It’s an exciting time of the year. We’ve seen six weeks of action and 30 teams remain with one goal in mind – to win the PSAL Class A city championship. Coaches and officials will meet early Thursday evening to decide on the parings and brackets.
I couldn’t wait that long, so I created my own list of where each club will end up. Keep in mind, this isn’t what I expect the brackets to look like, but how, Ii was in charge, I would pick them.
Here they are:
1. Martin Luther King Jr. (12-0-0, Manhattan A)
2. Francis Lewis (10-0-2, Queens A East)
3. Columbus (10-1-1, Bronx A)
4. Tottenville (12-1-1, Staten Island A)
5. Lehman (9-0-3, Bronx A)
6. Stuyvesant (7-3-2, Manhattan A)
7. Beacon (8-4-0, Manhattan A)
8. James Madison (8-1-3, Brooklyn A West)
9. John Adams (10-2-0, Queens A West)
10. Curtis (11-2-1, Staten Island A)
11. Bayside (8-3-1, Queens A East)
12. Fort Hamilton (8-2-2, Brooklyn A West)
13. Bronx Science (7-4-1, Bronx A)
14. Susan Wagner (10-2-2, Staten Island A)
15. Erasmus Hall (9-2-1, Brooklyn A Central)
16. John Bowne (6-4-2, Queens A East)
17. Julia Richman (5-5-2, Manhattan A)
18. Newtown (6-4-2, Queens A West)
19. William Bryant (6-4-2, Queens A West)
20. Lincoln (7-3-2, Brooklyn A West)
21. Newcomers (5-5-2, Queens A West)
22. Cardozo (5-4-3, Queens A East)
23. Brooklyn Tech (5-5-2, Brooklyn A West)
24. Tilden (8-3-1, Brooklyn A Central)
25. Boys & Girls (6-5-1, Brooklyn A Central)
26. New Dorp (7-7-0, Staten Island A)
27. DeWitt Clinton (4-4-4, Bronx A)
28. South Shore (6-4-2, Brooklyn A Central)
29. FDR (5-5-2, Brooklyn A West)
30. Brooklyn International (5-5-2, Brooklyn A Central)
Since there are no crossover games and few non-league matches, soccer seedings are extremely difficult to create. I made these selections based on borough and divisional strength, and whom I feel is the better team based on quality wins and personal experience.

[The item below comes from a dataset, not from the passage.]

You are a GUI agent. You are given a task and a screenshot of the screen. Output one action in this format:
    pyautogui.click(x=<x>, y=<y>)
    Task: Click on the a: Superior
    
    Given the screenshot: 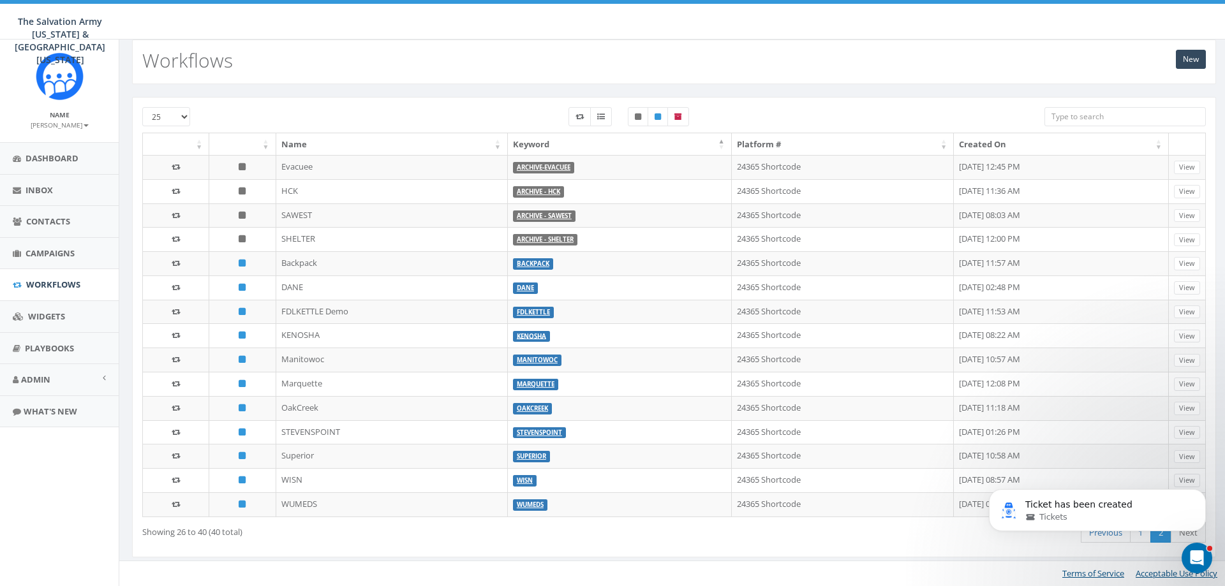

The top is a no-brainer. Three-time defending champion MLK went undefeated, at 12-0-0, in Manhattan A, arguably the city’s best division. Francis Lewis has won Queens A East four years in a row and is best suited, with his bevy of athletic finishers, to knock off the Knights.
Two-time Bronx A champion Columbus comes in third, Staten Island A winner Tottenville is fourth and Lehman, who finished second in the Bronx despite no league losses, is fifth.Obviously, I’m high on the Bronx, which was solid from top to bottom.
While the Pirates did lose their last matcch, to Curtis on Monday, Staten Island was the third best borough, in my opinion, in the city, behind Manhattan and the Bronx, and Tottenville handled that mine field with aplomb. Lehman, too, is talented and skilled up front and at midfield, although Pat Straw’s club does have questions in net with Mendim Gashi.
Stuyvesant, Beacon, James Madison, John Adams and Curtis finish off the top 10. The two Manhattan schools could’ve gone undefeated had they not faced one another and MLK several times. Madison was the best of Brooklyn, the city’s weakest borough, and Adams, two years removed from winning the ‘B,’ didn’t have a formidable foe in Queens A West, which explains the division winners’ low slots. The Warriors looked very impressive in handling Tottenville its first league loss on Monday. Coach Joyce Simonson’s club, which bowed out in the quarterfinals to Columbus last season, could make an extended run this November.
If not for a late-season injury to keeper Constantine Pougiouklidis, Bayside wouldn’t have dropped matches to Cardozo and John Bowne, and likely could’ve found itself in the top 10. But the young Commodores are nevertheless dangerous, now that Pougiouklidis is healthy. Ditto for No. 14 Susan Wagner, who has an elite keeper (Steven Shirokikh) and top-notch forward (Alfonso Castaneda), and can create havoc in the early rounds. I also like No. 17 Julia Richman. The Panthers play in Manhattan A, so they have experience against the best competition, and tied Stuyvesant twice.
By tomorrow night, we’ll know how right – or, to be more accurate – wrong I am.